The couple had long been broken up when Hilton saw the intimate footage of herself online.

"There were no laws at the time to protect me," Hilton said during her speech. "There weren't even words for what had been done to me. The internet was still new, and so was the cruelty that came with it."

The "Stars Are Blind" singer said that the tape of her from more than two decades ago has caused serious pain, starting with people's treatment of her at the time it came out.

"They called me names. They laughed and made me the punchline. They sold my pain for clicks, and then they told me to be quiet, to move on, to even be grateful for the attention," Hilton said. "These people didn't see me as a young woman who had been exploited. They didn't see the panic that I felt, the humiliation, or the shame. No one asked me what I lost."

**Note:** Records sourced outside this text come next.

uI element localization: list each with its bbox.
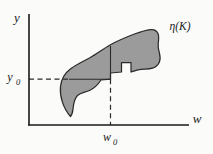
x-axis-label: w	[193, 111, 202, 126]
figure-container: y w y 0 w 0 η(K)	[0, 0, 213, 154]
y-axis-label: y	[12, 10, 20, 25]
y0-tick-subscript: 0	[16, 77, 21, 87]
eta-k-region-group	[60, 30, 160, 117]
w0-tick-label: w 0	[103, 130, 118, 147]
y0-tick-label: y 0	[6, 70, 21, 87]
y0-tick-base: y	[6, 70, 13, 84]
eta-k-region-label: η(K)	[169, 20, 190, 33]
w0-tick-subscript: 0	[113, 137, 118, 147]
math-figure-svg: y w y 0 w 0 η(K)	[0, 0, 213, 154]
w0-tick-base: w	[103, 130, 111, 144]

Meanwhile, Hilton said, she never received any profit from the video. Shedonateda $400,000 settlement that she received from Salomon to charity.

The star of reality showThe Simple Lifeand a grandchild in the Hilton Hotels family dynasty said she was speaking out on behalf of those not lucky enough to have the public platform she has.

"I had the platform to reclaim my story, but so many others don't," she said. "And what I've learned is that when your image is violated, it doesn't disappear; it lives inside you, but so does your power. Telling the truth has helped me heal, and I am so proud that today I stand here without shame."

She concluded, "I am Paris Hilton — a woman, a wife, a mom, a survivor — and what was done to me was wrong. And I will keep telling the truth to protect every woman, every girl, every survivor, now and for the future."

The DEFIANCE Act passed in the Senate last week.